My take on therapy is also why I haven't joined any AC chats; I'm concerned that, at least for myself, talking has the danger of becoming performative, especially in group settings. All my life I was trained to say les bon mots et juste, good words and just. But good and just are now movable targets, and I can no longer speak only as I ought; the times demand something else. My daughter is in therapy and it's been very helpful for her. But after two or three years, isn't it repetitive, maybe even no more than an echo chamber? My girls say I am SO TMI. I try not to burden them, but do share all my joys and contentedness, and they are many despite the outside world.

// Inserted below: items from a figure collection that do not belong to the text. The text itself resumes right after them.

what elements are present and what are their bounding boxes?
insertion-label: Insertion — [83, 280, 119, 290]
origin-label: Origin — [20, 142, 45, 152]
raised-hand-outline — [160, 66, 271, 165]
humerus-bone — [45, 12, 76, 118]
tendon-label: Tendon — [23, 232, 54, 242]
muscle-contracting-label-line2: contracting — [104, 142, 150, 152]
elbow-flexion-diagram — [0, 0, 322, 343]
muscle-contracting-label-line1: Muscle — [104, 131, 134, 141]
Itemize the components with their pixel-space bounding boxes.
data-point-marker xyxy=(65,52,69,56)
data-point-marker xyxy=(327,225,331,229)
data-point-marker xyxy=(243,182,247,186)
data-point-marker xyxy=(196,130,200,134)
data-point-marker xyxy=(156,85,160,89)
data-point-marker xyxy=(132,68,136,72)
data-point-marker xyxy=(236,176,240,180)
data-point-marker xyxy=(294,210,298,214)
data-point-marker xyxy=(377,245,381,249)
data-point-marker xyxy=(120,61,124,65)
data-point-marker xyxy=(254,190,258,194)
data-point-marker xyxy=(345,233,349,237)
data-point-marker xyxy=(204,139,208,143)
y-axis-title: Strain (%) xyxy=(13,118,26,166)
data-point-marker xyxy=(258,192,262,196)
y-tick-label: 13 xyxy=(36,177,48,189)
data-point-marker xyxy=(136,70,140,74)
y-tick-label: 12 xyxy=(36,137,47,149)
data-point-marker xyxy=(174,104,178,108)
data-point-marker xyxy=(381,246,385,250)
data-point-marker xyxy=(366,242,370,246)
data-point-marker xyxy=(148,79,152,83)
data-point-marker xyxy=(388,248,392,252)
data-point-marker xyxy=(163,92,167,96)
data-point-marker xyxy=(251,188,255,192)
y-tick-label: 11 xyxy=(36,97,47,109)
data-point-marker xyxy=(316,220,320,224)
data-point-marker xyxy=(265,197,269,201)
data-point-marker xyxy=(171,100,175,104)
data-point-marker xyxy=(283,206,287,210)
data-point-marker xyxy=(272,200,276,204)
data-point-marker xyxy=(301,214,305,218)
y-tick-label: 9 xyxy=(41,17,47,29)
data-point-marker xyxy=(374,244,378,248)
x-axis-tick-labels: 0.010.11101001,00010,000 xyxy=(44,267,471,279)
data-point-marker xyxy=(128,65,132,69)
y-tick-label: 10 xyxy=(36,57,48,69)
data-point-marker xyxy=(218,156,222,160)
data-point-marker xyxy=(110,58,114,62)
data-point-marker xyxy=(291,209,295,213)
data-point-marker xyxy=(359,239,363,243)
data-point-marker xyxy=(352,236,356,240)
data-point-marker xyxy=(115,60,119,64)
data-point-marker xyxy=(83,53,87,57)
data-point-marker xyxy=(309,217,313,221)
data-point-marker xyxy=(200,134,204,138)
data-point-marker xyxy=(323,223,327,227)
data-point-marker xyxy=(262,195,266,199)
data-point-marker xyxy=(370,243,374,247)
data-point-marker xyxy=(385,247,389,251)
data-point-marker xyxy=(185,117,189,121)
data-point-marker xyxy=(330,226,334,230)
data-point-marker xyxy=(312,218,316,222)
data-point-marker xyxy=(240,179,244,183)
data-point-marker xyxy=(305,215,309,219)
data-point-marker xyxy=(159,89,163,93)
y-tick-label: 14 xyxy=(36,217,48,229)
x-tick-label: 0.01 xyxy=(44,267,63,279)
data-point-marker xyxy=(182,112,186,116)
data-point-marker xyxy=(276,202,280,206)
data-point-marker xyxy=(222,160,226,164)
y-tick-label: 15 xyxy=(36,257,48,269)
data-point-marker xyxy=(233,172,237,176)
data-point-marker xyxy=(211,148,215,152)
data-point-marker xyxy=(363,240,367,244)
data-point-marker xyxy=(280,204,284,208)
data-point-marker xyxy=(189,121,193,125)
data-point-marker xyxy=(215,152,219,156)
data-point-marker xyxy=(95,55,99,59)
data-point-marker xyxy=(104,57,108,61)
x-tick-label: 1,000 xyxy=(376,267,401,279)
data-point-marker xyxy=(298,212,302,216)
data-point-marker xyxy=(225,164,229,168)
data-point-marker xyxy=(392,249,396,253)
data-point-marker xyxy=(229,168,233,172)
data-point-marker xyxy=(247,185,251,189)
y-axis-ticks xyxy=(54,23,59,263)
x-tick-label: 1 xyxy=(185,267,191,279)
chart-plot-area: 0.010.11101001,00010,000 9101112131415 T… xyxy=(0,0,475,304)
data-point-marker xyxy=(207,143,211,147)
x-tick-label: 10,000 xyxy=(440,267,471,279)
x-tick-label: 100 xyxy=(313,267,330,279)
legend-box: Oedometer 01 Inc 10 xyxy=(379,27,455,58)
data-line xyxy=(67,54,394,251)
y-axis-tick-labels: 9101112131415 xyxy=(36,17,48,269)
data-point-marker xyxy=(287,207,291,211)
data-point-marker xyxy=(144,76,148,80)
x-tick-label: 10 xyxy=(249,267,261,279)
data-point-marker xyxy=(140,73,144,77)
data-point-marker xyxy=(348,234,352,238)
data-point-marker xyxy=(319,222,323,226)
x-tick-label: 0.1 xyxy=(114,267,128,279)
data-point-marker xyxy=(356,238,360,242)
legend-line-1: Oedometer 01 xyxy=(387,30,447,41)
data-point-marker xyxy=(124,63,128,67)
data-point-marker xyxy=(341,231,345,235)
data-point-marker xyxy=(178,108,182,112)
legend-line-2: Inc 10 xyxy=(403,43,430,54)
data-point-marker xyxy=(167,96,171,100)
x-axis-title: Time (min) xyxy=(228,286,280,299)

I agree with Tess! Any form of eugenics is horrendous--you can simply trace its history in Pasadena, to the program that inspired Hitler's 1933 Sterilization Act. Today, the wealthy have access to CRISPR with IVF, which can simply snip out those qualities deemed undesirable and insert (outsourced?) better ones. Jennifer Douda tackles the eugenics problem in her terrifying but compelling book, A Crack in Creation: Gene Editing and the Unthinkable Power to Control Evolution.
The program wouldn't allow me to vote on article length, but 20-30 minutes is great!
My take on therapy is also why I haven't joined any AC chats; I'm concerned that, at least for myself, talking has the danger of becoming performative, especially in group settings. All my life I was trained to say les bon mots et juste, good words and just. But good and just are now movable targets, and I can no longer speak only as I ought; the times demand something else. My daughter is in therapy and it's been very helpful for her. But after two or three years, isn't it repetitive, maybe even no more than an echo chamber? My girls say I am SO TMI. I try not to burden them, but do share all my joys and contentedness, and they are many despite the outside world.
This week it was the sex selection article that got me most. I don't think I like a world where this legal.
I agree with Tess! Any form of eugenics is horrendous--you can simply trace its history in Pasadena, to the program that inspired Hitler's 1933 Sterilization Act. Today, the wealthy have access to CRISPR with IVF, which can simply snip out those qualities deemed undesirable and insert (outsourced?) better ones. Jennifer Douda tackles the eugenics problem in her terrifying but compelling book, A Crack in Creation: Gene Editing and the Unthinkable Power to Control Evolution.